R. O’Neill ‘Ocker’ in The Drover’s Wives (2019) 181: ‘Fair go!’ she said, rubbing her bung foot.

In phrases

go bung (v.) (Aus./ N.Z.)

1. (also go bong) to die.

[J.D. Lang Cooksland 430: A place called Umpie bung, or the dead houses [It is now a suburb of Brisbane, Humpy-bong]].
[Aus]Bulletin (Sydney) 2 Oct. 9/2: Back ‘Member of Parliament,’ or else ‘ Our Willie.’ ‘B . . . e’ is scratched, and ‘Fitz-sparagus,’ ‘Merryfeather,’ and ‘ Macspavin’ have gone bung!
[Aus]A.J. Boyd Old Colonials 73: But just before you hands ’im [i.e. a horse] over and gets the money, he goes bong on you.
[Aus]Bulletin (Sydney) 23 May 13/2: We know this is feeble appreciation, and we turn with pleasure to the farewell address delivered at Gunnedah to the local brewer, Mr. N. O. Funnell – may he never go bung!
[Aus]Truth (Sydney) 11 Feb. 1/7: Queensland Deposit Bank has gone bung as every unborn fool might have known it would.
[Aus]Age (Melbourne) 21 Dec. 13/6: ‘Suppose you go bong,’ pursued Ning reflectively, ‘then you go to Heaven.’.
[Aus]Bulletin (Sydney) 11 Aug. 14/1: Because you kill whitefellow, God says you go bung.
[NZ]N.Z. Truth 4 Aug. 5/7: [heading] A Boom That Went Bung.
[US]L. Pound ‘Amer. Euphemisms for Dying’ in AS XI:3 198: Went bung.
[Aus]N. Pulliam I Travelled a Lonely Land (1957) 233/2: go bung – die; go bankrupt.

2. to become bankrupt.

[Aus]S. Bourke & Mornington Jrnl (Richmond, Vic.) 9 June 1s/6: ‘He’s gone bung,’ remarked the butcher; / Flat broke.
[Aus]H. Lawson ‘Here’s Luck!’ in Roderick (1967–9) I 258: The world might wobble round the sun, an’ all the banks go bung.
[Aus]‘Miles Franklin’ My Brilliant Career 207: The recent ‘going bung’ of a building society.
[Aus]L. Stone Jonah 146: Not likely either, when the firm’s gone bung.
[Aus]Sun. Times (Perth) 14 Sept. 25/4: He has gone financially bung seven times.
[Aus]J. Doone Timely Tips For New Australians 22: TO ‘GO BUNG.’—To collapse financially as in the case of a bank.
[Aus]Sydney Morn. Herald 25 July 13/6: ‘To go bung’ [is] derived from an aborginal word for ‘dead’.
[Aus]Cusack & James Come in Spinner (1960) 352: What’s wrong with ’er? The bank gone bung?
[NZ]McGill Dict. of Kiwi Sl. 23/1: bung ruined or bankrupt, often in phr. to go bung.
[NZ]McGill Reed Dict. of N.Z. Sl. [as cit. 1988].

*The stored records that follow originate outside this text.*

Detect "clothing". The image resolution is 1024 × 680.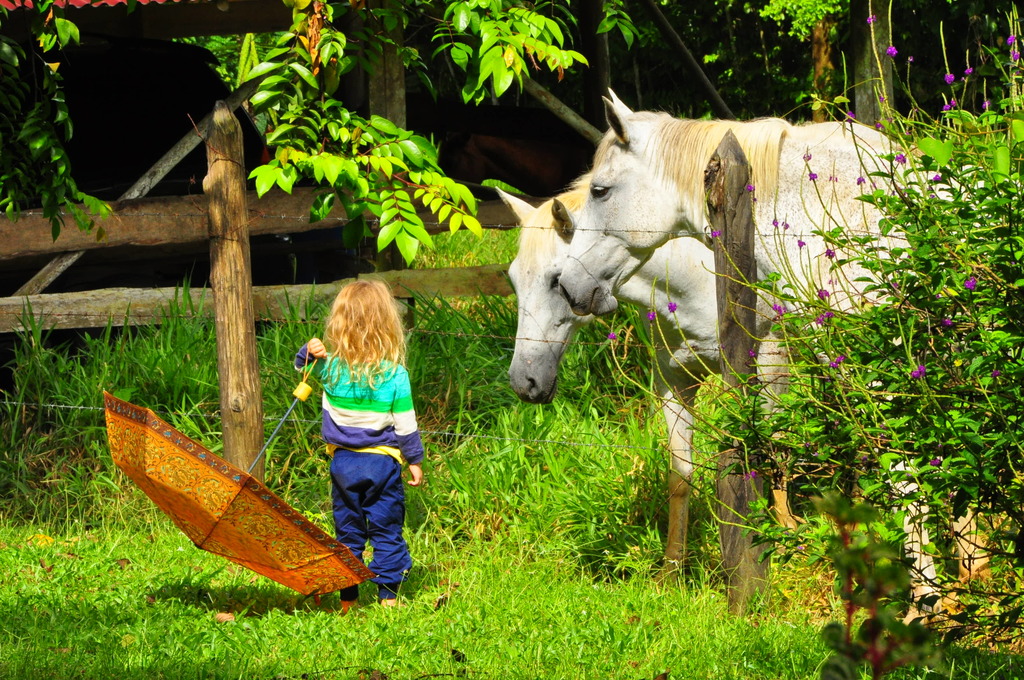
297 312 421 573.
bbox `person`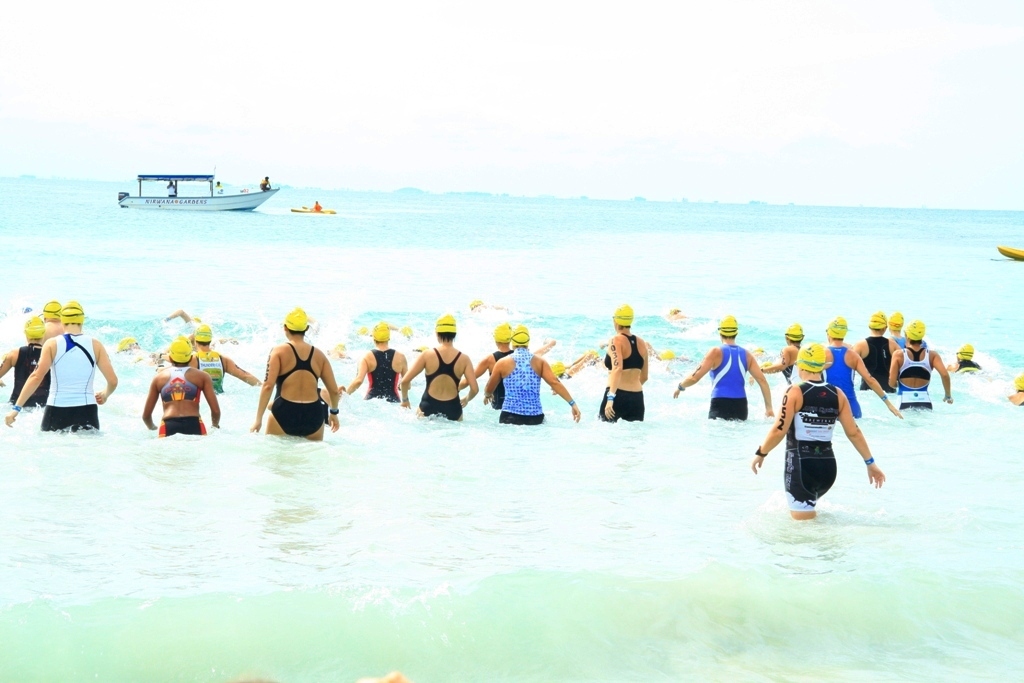
bbox=[0, 303, 118, 436]
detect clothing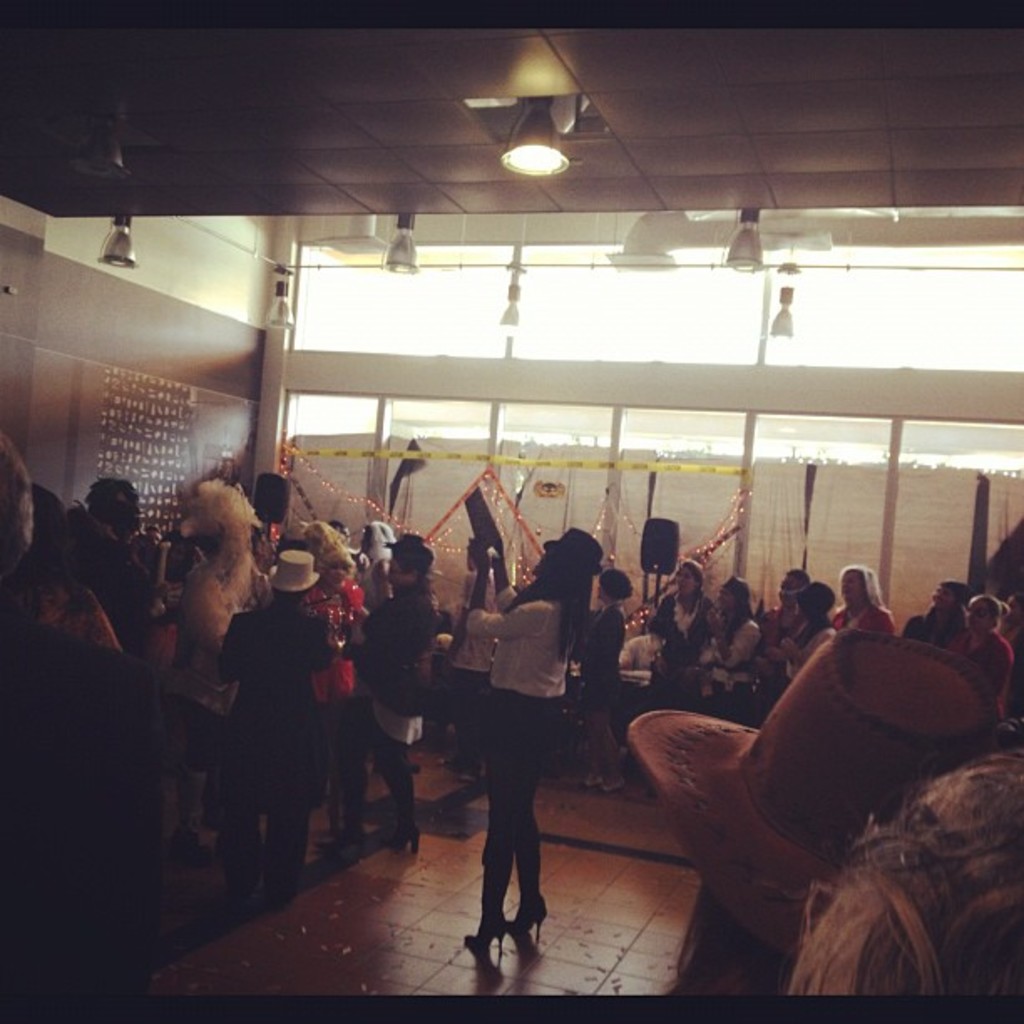
detection(780, 619, 838, 681)
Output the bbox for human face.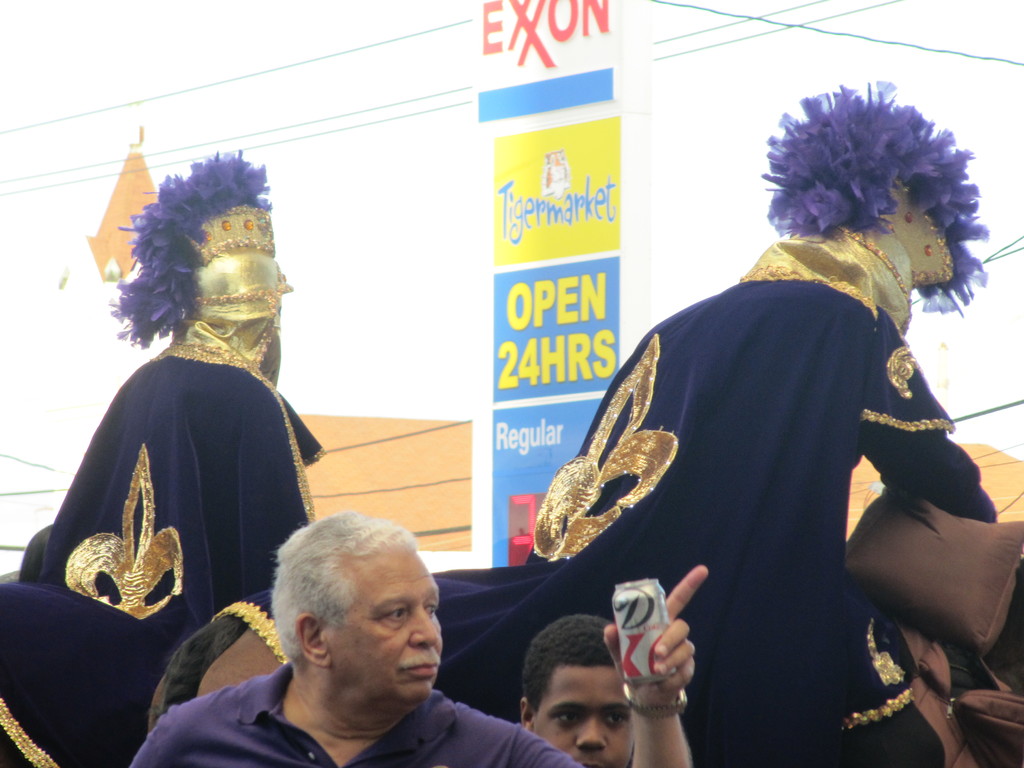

3. to collapse, to break down, to fail.

[US]J.H. Nicholson ‘Bunkum in Parvo’ in Opal Fever 100: The great Clan-Alpine had gone bung!
[Aus]Bulletin (Sydney) 29 Jan. 4/1: Freethought has gone carefully ‘bung.’.
[Aus]Bulletin (Sydney) 26 July 8/1: [He] deposed that he remembered the land boom before it went bung. Couldn’t say for certain why it went bung, but thought the banks were responsible.
[Aus]Bulletin (Sydney) 23 Jun. 11/3: Poor little Turner tried to finish his speech, but his eloquence had gone bung.
[Aus]Truth (Melbourne) 3 Jan. 2/5: The timekeeper had to use a bell, the electric gong having gone bung.
[Aus]Sun (Sydney) 26 Feb. 6/5: Vimy seemed, to ’ang in the tapes. Somethin’ was bung in the pressure valve— so I ’eard her rider say.
[Aus]T. Wood Cobbers 25: What with newspapers a week old and wool going bung you’d be stung for conversation nowadays.
[Aus]D. Stivens Courtship of Uncle Henry 109: The radio’s gone bung again and I’m just fixing it.
[Aus]D. Niland Big Smoke 114: What’s the time? My ticker’s gone bung.
[Aus]W. Dick Bunch of Ratbags 283: With all the numbers connected to the pills, I felt like an adding-machine gone bung.
[UK]K. Lette Llama Parlour 9: I should never, ever have come to Hollywood. Everything had gone bung since the day I first got here.
[Aus]Penguin Bk of More Aus. Jokes 112: He gets to the crest of the bridge across the island when, snap, bang, kerplunk, the car goes bung.